A Gallup poll on Nigerian workers revealed that only 12 percent of the workers are emotionally connected to their jobs, 65 percent are not engaged at all, and 23 percent are actively disengaged meaning they exude toxic emotions towards their work according. Osasona said the report was from 2014 and he held that in 2022 the figures will be higher.

“We need to do more at every level in an organization there should be a psychological safety champion that will lead to a chain reaction of changes in the organisation,” he said.

Ehia Erhabor, Chief operating officer of Interswitch, said an organisation’s culture is the behaviour of the most influential person in that organisation. He, therefore, encouraged organisations to have long-term perspectives in their policies to benefit the workforce.

Kaosarat Abdulkareem an HR expert said there’s a need to change organisational culture to being psychologically safe so that it can become a new normal in the DNA of any organisation.

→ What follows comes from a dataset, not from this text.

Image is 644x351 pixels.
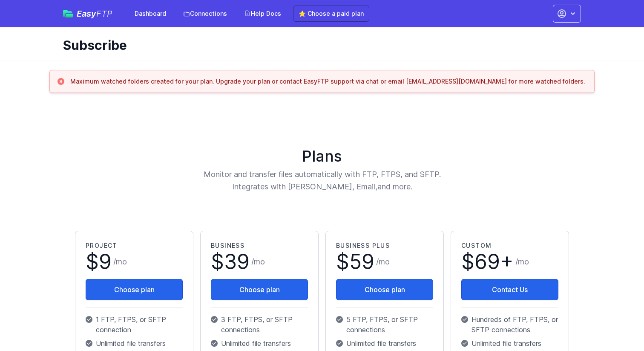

“Psychologically safety should be the culture of every organisation. A lot of talents come into organisations with high ability and interest but end up leaving with low abilities and interest and this is a result of the operations, system, process, and communication style in such organisations as well as the structure of the organisation,” she said.

“I’ve learnt that everybody is a leader in their own right and the responsibility of organisational safety is not left to the leaders or management alone. But for every staff member, this can be done by meeting deadlines, being a good organisation citizen and following the rules and regulations of an organisation.”